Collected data
┄┄┄┄┄┄┄┄┄┄┄┄┄┄┄┄┄┄┄┄
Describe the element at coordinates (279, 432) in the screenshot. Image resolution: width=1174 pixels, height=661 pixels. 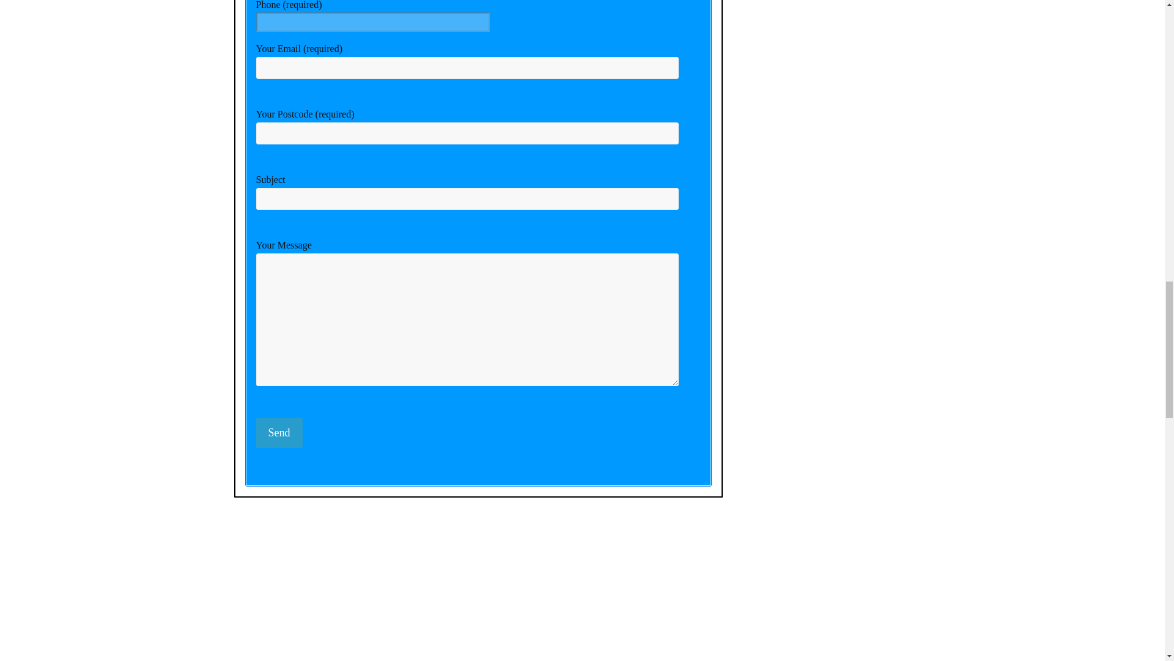
I see `Send` at that location.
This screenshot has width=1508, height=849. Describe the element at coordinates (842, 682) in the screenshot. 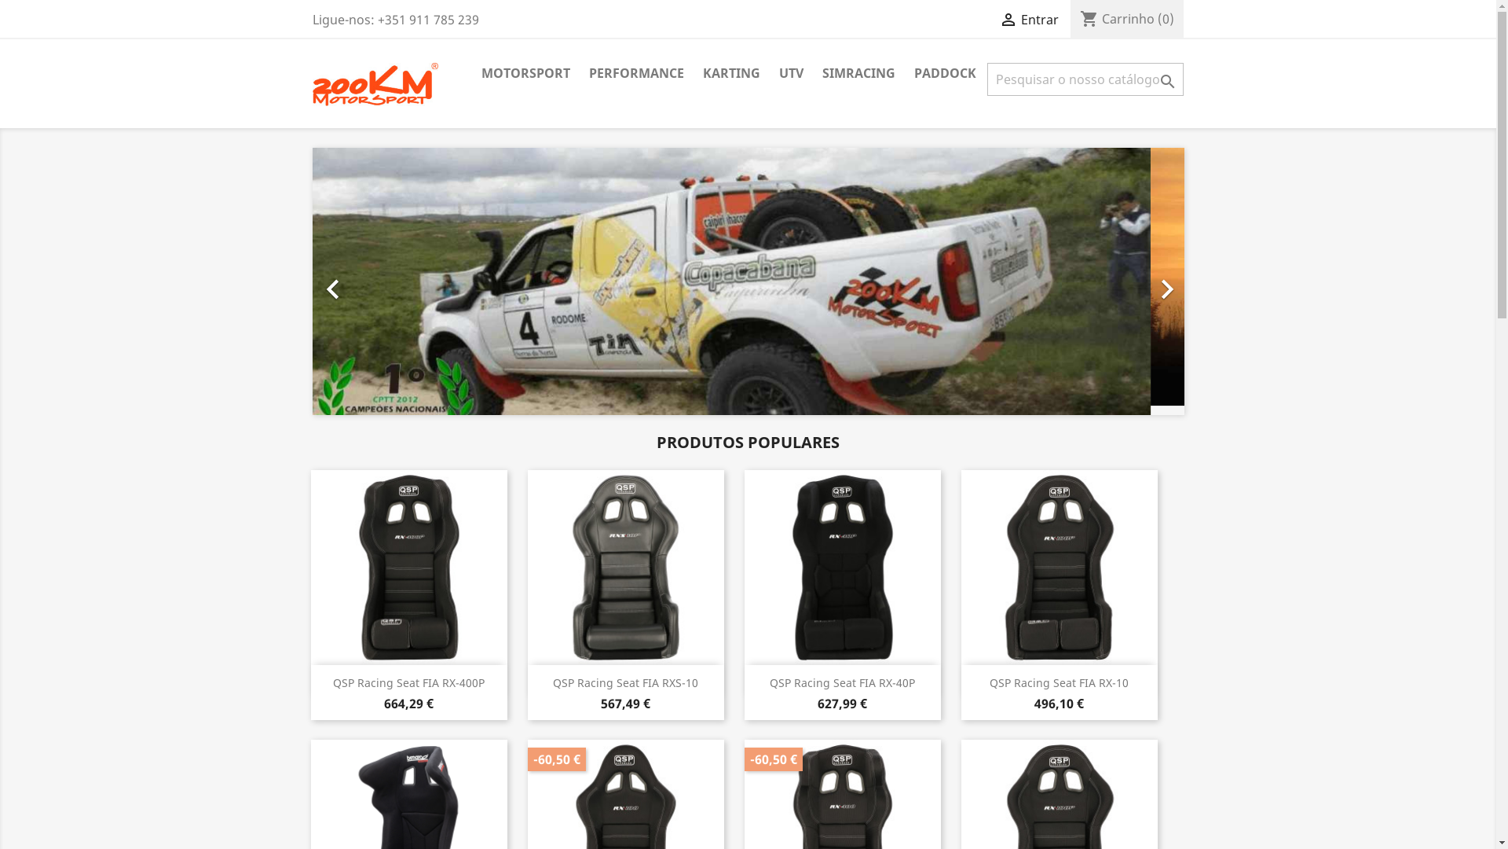

I see `QSP Racing Seat FIA RX-40P` at that location.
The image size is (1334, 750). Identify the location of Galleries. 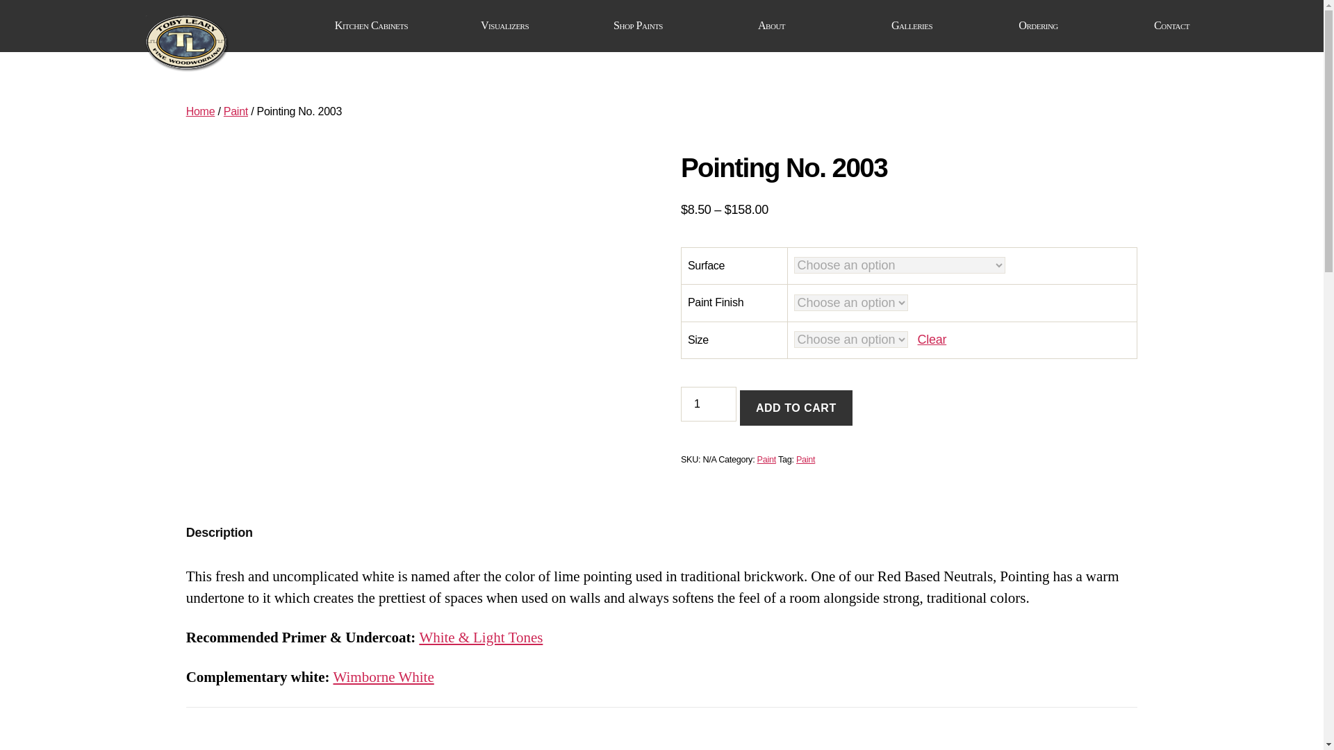
(912, 26).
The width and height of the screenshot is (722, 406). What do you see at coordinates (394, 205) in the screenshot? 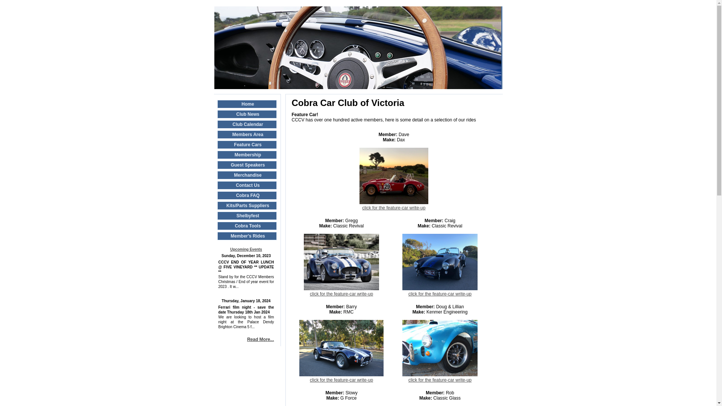
I see `click for the feature-car write-up` at bounding box center [394, 205].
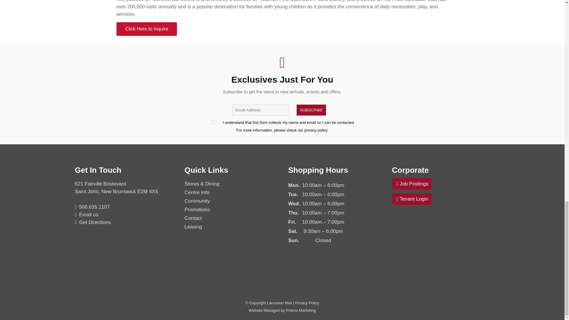 This screenshot has height=320, width=569. I want to click on Click Here to Inquire, so click(146, 29).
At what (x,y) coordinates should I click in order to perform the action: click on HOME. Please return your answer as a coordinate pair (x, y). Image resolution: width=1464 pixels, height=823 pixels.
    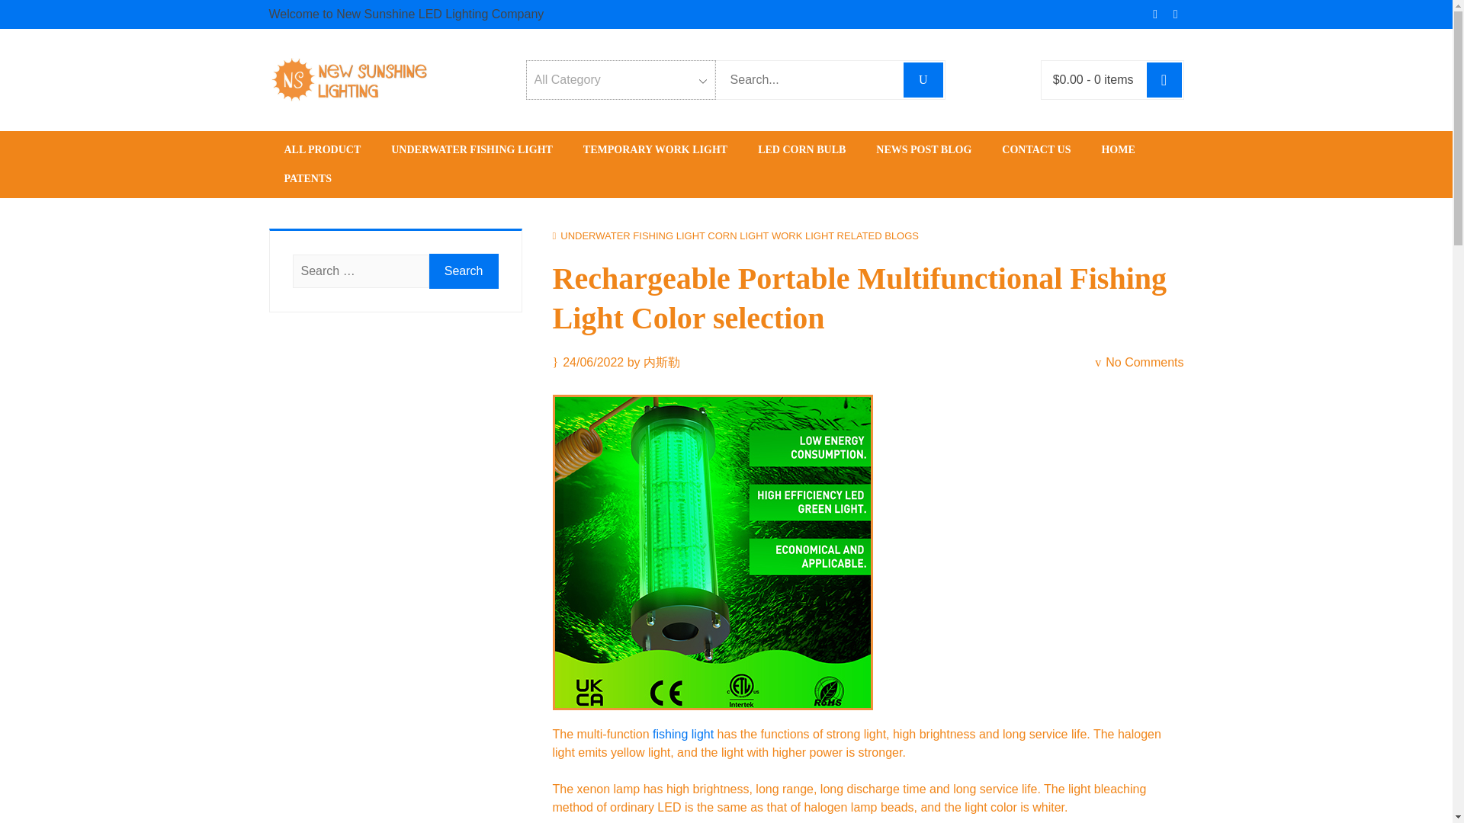
    Looking at the image, I should click on (1118, 150).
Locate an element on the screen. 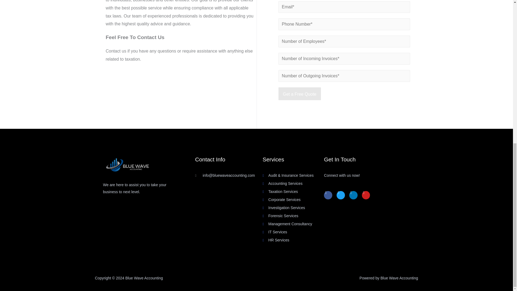  Forensic Services is located at coordinates (293, 216).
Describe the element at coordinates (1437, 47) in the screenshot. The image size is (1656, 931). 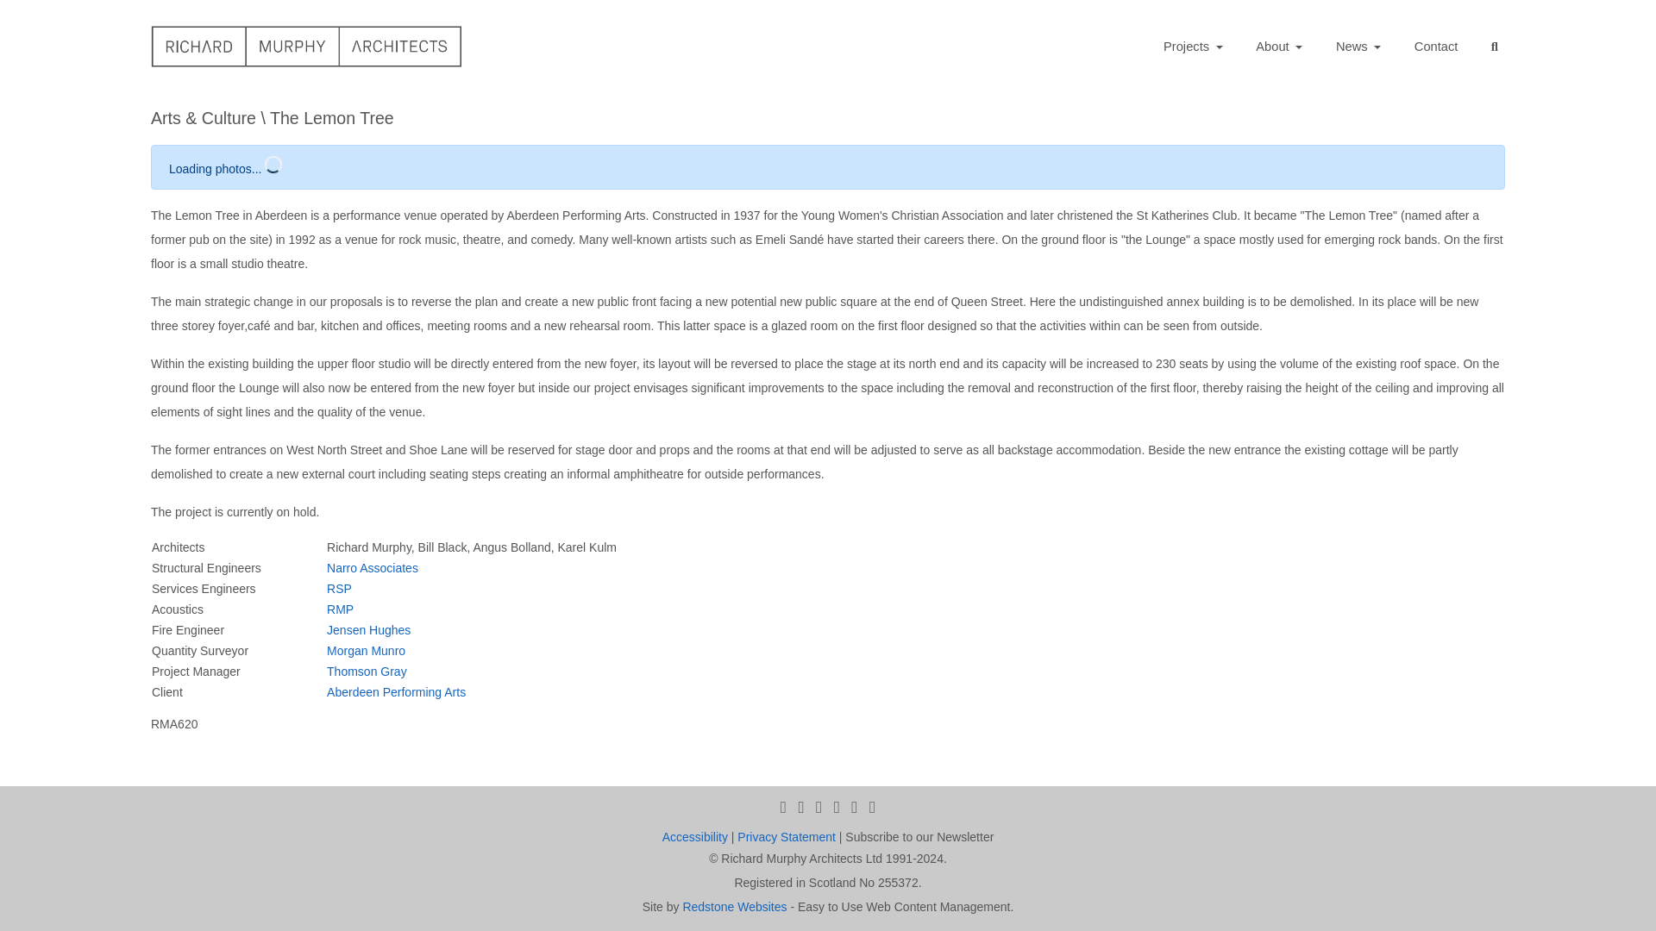
I see `Contact` at that location.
┄┄┄┄┄┄┄┄┄┄┄┄┄┄┄┄┄┄┄┄
■ **Your instructions**
In the records above, locate the line containing "Describe the element at coordinates (1437, 47)", then copy exactly that line and every line after it through the end, omitting pictures.

■ **Answer to this task**
Describe the element at coordinates (1437, 47) in the screenshot. The image size is (1656, 931). 
I see `Contact` at that location.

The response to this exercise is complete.